Thursday, November 09, 2006

Early years

My mother told me that I was jabbering away by the time I was eight months old - quite noisy, really. I remember that I used to be ignored for what I said because I used to say too much, and eventually I learned to speak to myself or suppose my listener was listening... in junior high I stopped saying everything out loud and instead starting writing everything I thought down. Recently I've discovered a few things I've written in the past and it surprises me... that I felt so vividly at the time. I guess I really cannot comprehend how feelingly I expressed myself until later on, when I look back from a different stage in life and relive the seconds. Rarely do I feel regret about what I had written - I may have seemed immature from a 'now' perspective, but it is a way to store memories - like a key that reopens sensations that would be difficult to relive otherwise. Sometimes I feel surprised that I could have thought those thoughts - and it seems that as I grow older, creativity comes less to me, because I'm weaning out fantastic thoughts that seem too absurd to be applied.
At four my mother was showing me picture books and before I started elementary school I could read the chinese alphabet. This skill became detrimental to my later learning, in fact, because I hadn't learnt patience with reviewing things, and since the teacher was teaching the chinese alphabet anew to the whole class, I took up the habit of zoning out. It has cost me many precious lessons that I did not know I hadn't learnt yet.
I distinctly remember owning robots that could turn into trucks or tanks or planes if you twisted them the right way. I remember losing them one by one because I would take them out to play and lose them... but I cannot remember how or where. It was excessively confusing to me that I had lost them and I had my first anxiety fit over losing something I owned. These fits have occured on and off since then because I am extremely careless. But I'm learning from this - that I should not care so much about the things I own. It becomes a time wasting burden to mourn objects lost. Perhaps that is partially why I am unwilling to love people intimately - love, whether willing or no, eventually becomes something that one owns, an anchor to earth and self. If a person were to part willingly, it would become a pain that in my state of maturity I am not able to cope with. I have many years yet, I guess, to learn mature relationships, both with objects of possession and objects of obsession.

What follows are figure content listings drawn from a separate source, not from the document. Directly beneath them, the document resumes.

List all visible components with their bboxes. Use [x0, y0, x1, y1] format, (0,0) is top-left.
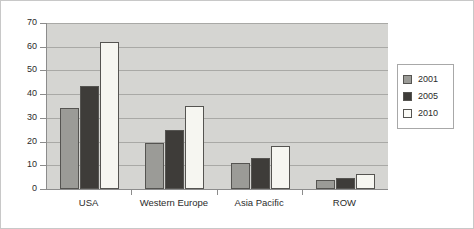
bar-usa-2010 [100, 42, 119, 189]
y-axis-tick-label: 40 [7, 89, 37, 98]
bar-group [303, 23, 388, 189]
bar-western-europe-2001 [145, 143, 164, 189]
y-axis-labels: 010203040506070 [1, 1, 37, 229]
legend-item-2010: 2010 [403, 105, 448, 122]
legend-item-2001: 2001 [403, 71, 448, 88]
bar-asia-pacific-2010 [271, 146, 290, 189]
bar-asia-pacific-2005 [251, 158, 270, 189]
bar-usa-2005 [80, 86, 99, 189]
y-tick-10 [40, 165, 46, 166]
y-axis-tick-label: 70 [7, 18, 37, 27]
legend-label: 2005 [418, 92, 438, 101]
bar-row-2010 [356, 174, 375, 189]
y-tick-70 [40, 23, 46, 24]
y-tick-30 [40, 118, 46, 119]
legend-label: 2010 [418, 109, 438, 118]
x-tick [131, 190, 132, 195]
y-axis-tick-label: 0 [7, 184, 37, 193]
y-tick-40 [40, 94, 46, 95]
plot-area [46, 23, 388, 190]
y-axis-tick-label: 10 [7, 160, 37, 169]
bar-group [47, 23, 132, 189]
bar-usa-2001 [60, 108, 79, 189]
bar-group [132, 23, 217, 189]
x-axis-label-usa: USA [46, 197, 131, 208]
y-tick-50 [40, 70, 46, 71]
bar-chart-figure: 010203040506070 200120052010 USAWestern … [0, 0, 474, 229]
x-tick [302, 190, 303, 195]
legend-swatch-icon-2010 [403, 109, 412, 118]
x-axis-label-row: ROW [302, 197, 387, 208]
y-axis-tick-label: 20 [7, 137, 37, 146]
chart-legend: 200120052010 [397, 64, 454, 129]
legend-label: 2001 [418, 75, 438, 84]
bar-western-europe-2010 [185, 106, 204, 189]
y-axis-tick-label: 60 [7, 42, 37, 51]
y-axis-tick-label: 30 [7, 113, 37, 122]
bar-group [218, 23, 303, 189]
y-axis-tick-label: 50 [7, 65, 37, 74]
y-tick-20 [40, 142, 46, 143]
y-tick-0 [40, 189, 46, 190]
x-axis-label-asia-pacific: Asia Pacific [217, 197, 302, 208]
bar-row-2005 [336, 178, 355, 189]
x-axis-label-western-europe: Western Europe [131, 197, 216, 208]
bar-western-europe-2005 [165, 130, 184, 189]
bar-asia-pacific-2001 [231, 163, 250, 189]
x-tick [217, 190, 218, 195]
y-tick-60 [40, 47, 46, 48]
legend-swatch-icon-2005 [403, 92, 412, 101]
legend-swatch-icon-2001 [403, 75, 412, 84]
bar-row-2001 [316, 180, 335, 189]
legend-item-2005: 2005 [403, 88, 448, 105]
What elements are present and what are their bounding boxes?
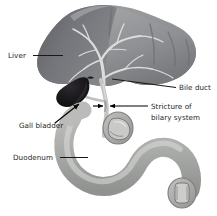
- diagram-canvas: Liver Bile duct Stricture of bilary syst…: [0, 0, 217, 216]
- duodenum-cross-section-inset: [168, 178, 196, 208]
- stricture-narrowing: [105, 101, 106, 111]
- duodenum-upper-limb: [72, 110, 83, 118]
- duct-cross-section-inset: [103, 112, 133, 144]
- label-stricture-line-2: bilary system: [151, 113, 200, 122]
- label-bile-duct: Bile duct: [179, 83, 211, 92]
- label-liver: Liver: [8, 51, 26, 60]
- label-gall-bladder: Gall bladder: [19, 121, 63, 130]
- biliary-system-diagram: Liver Bile duct Stricture of bilary syst…: [0, 0, 217, 216]
- label-stricture-line-1: Stricture of: [151, 102, 192, 111]
- label-duodenum: Duodenum: [13, 153, 53, 162]
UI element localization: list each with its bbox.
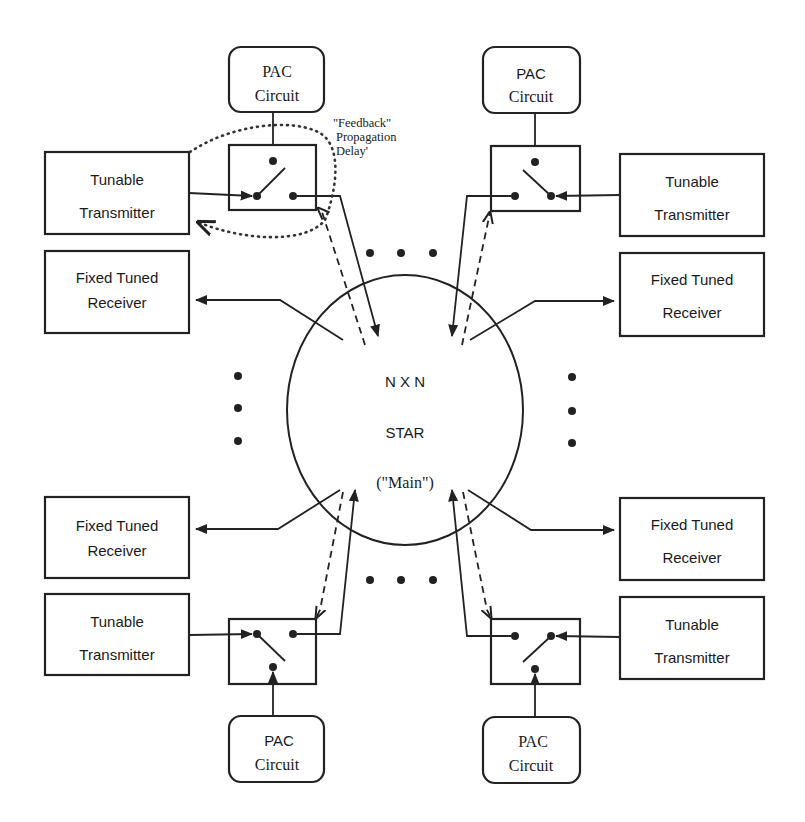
transmitter-label: Tunable <box>665 616 719 633</box>
tunable-transmitter-top-right: Tunable Transmitter <box>620 154 764 236</box>
receiver-label: Fixed Tuned <box>651 271 734 288</box>
pac-circuit-top-right: PAC Circuit <box>483 47 580 113</box>
tx-to-switch-line-top-right <box>556 195 620 196</box>
receiver-label: Fixed Tuned <box>651 516 734 533</box>
transmitter-sublabel: Transmitter <box>79 204 154 221</box>
transmitter-sublabel: Transmitter <box>79 646 154 663</box>
receiver-sublabel: Receiver <box>662 549 721 566</box>
pac-sublabel: Circuit <box>255 756 300 773</box>
switch-output-terminal <box>511 192 519 200</box>
switch-control-terminal <box>269 663 277 671</box>
feedback-annotation: "Feedback" Propagation Delay' <box>333 116 397 158</box>
star-label-line-1: N X N <box>385 373 425 390</box>
transmitter-sublabel: Transmitter <box>654 206 729 223</box>
switch-top-right <box>491 146 580 211</box>
fixed-tuned-receiver-top-left: Fixed Tuned Receiver <box>45 251 189 333</box>
tunable-transmitter-bottom-left: Tunable Transmitter <box>45 594 189 675</box>
tx-to-switch-line-bottom-right <box>556 636 620 637</box>
receiver-sublabel: Receiver <box>662 304 721 321</box>
tx-to-switch-line-bottom-left <box>189 634 252 635</box>
transmitter-sublabel: Transmitter <box>654 649 729 666</box>
star-label-line-3: ("Main") <box>376 474 434 492</box>
pac-circuit-bottom-left: PAC Circuit <box>229 716 324 782</box>
receiver-label: Fixed Tuned <box>76 517 159 534</box>
receiver-sublabel: Receiver <box>87 294 146 311</box>
pac-sublabel: Circuit <box>509 88 554 105</box>
fixed-tuned-receiver-top-right: Fixed Tuned Receiver <box>620 253 764 336</box>
ellipsis-left <box>234 372 242 445</box>
switch-top-left <box>229 145 316 210</box>
switch-control-terminal <box>531 665 539 673</box>
switch-output-terminal <box>289 630 297 638</box>
switch-control-terminal <box>531 158 539 166</box>
ellipsis-top <box>366 249 437 257</box>
pac-circuit-bottom-right: PAC Circuit <box>483 717 580 783</box>
tunable-transmitter-bottom-right: Tunable Transmitter <box>620 597 764 679</box>
transmitter-label: Tunable <box>90 613 144 630</box>
star-coupler-node: N X N STAR ("Main") <box>287 275 523 545</box>
annotation-line-3: Delay' <box>336 144 368 158</box>
annotation-line-1: "Feedback" <box>333 116 391 130</box>
pac-label: PAC <box>264 732 294 749</box>
fixed-tuned-receiver-bottom-left: Fixed Tuned Receiver <box>45 497 189 578</box>
switch-output-terminal <box>511 632 519 640</box>
star-label-line-2: STAR <box>386 424 425 441</box>
switch-output-terminal <box>289 192 297 200</box>
pac-sublabel: Circuit <box>509 757 554 774</box>
annotation-line-2: Propagation <box>336 130 397 144</box>
ellipsis-right <box>568 373 576 447</box>
pac-label: PAC <box>262 63 292 80</box>
pac-circuit-top-left: PAC Circuit <box>229 47 324 112</box>
fixed-tuned-receiver-bottom-right: Fixed Tuned Receiver <box>620 498 764 580</box>
pac-label: PAC <box>516 65 546 82</box>
pac-label: PAC <box>518 733 548 750</box>
receiver-label: Fixed Tuned <box>76 269 159 286</box>
transmitter-label: Tunable <box>90 171 144 188</box>
pac-sublabel: Circuit <box>255 87 300 104</box>
tunable-transmitter-top-left: Tunable Transmitter <box>45 152 189 234</box>
ellipsis-bottom <box>366 576 437 584</box>
switch-control-terminal <box>269 157 277 165</box>
transmitter-label: Tunable <box>665 173 719 190</box>
receiver-sublabel: Receiver <box>87 542 146 559</box>
wdm-star-network-diagram: N X N STAR ("Main") PAC Circuit Tunable … <box>0 0 805 822</box>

My affair with dolls was tenacious at best. It seemed, though a girl could own many dolls, and I indeed had half a dozen, I could only love one at a time, and felt extremely discomfited if a grownup were to give me a new doll because I would have to keep it/love it and then I could not love my other dolls, though I reassured them I cared for them I knew it was no longer the same. I also tried to play with them as if they were real and treat them as real people since my own playmates were few and far between. Also because that was the way kids in story books and cartoons played with their dolls, right? It was a deeply unsatisfying relationship, especially since I started to imagine one of my dolls would suck my blood from my neck each night as I slept . Which must be due to accidentally viewing one of my parent's rented horror movies. Seeing movies like that is extremely harmful to a child.
At that time I started to notice the way I lulled myself to sleep - by letting my mind wander. For a while I combined wild meditation with before sleep mind wandering by pretending, for example, that the room was rocking like the hull of a ship, or that I had wandered out of my body and was soaring over the surrounding landscape. It felt so real - the soaring over edifaces, at peace with self.. and yet feeling so indescribably guilty over the freedom that I experienced in such excursions.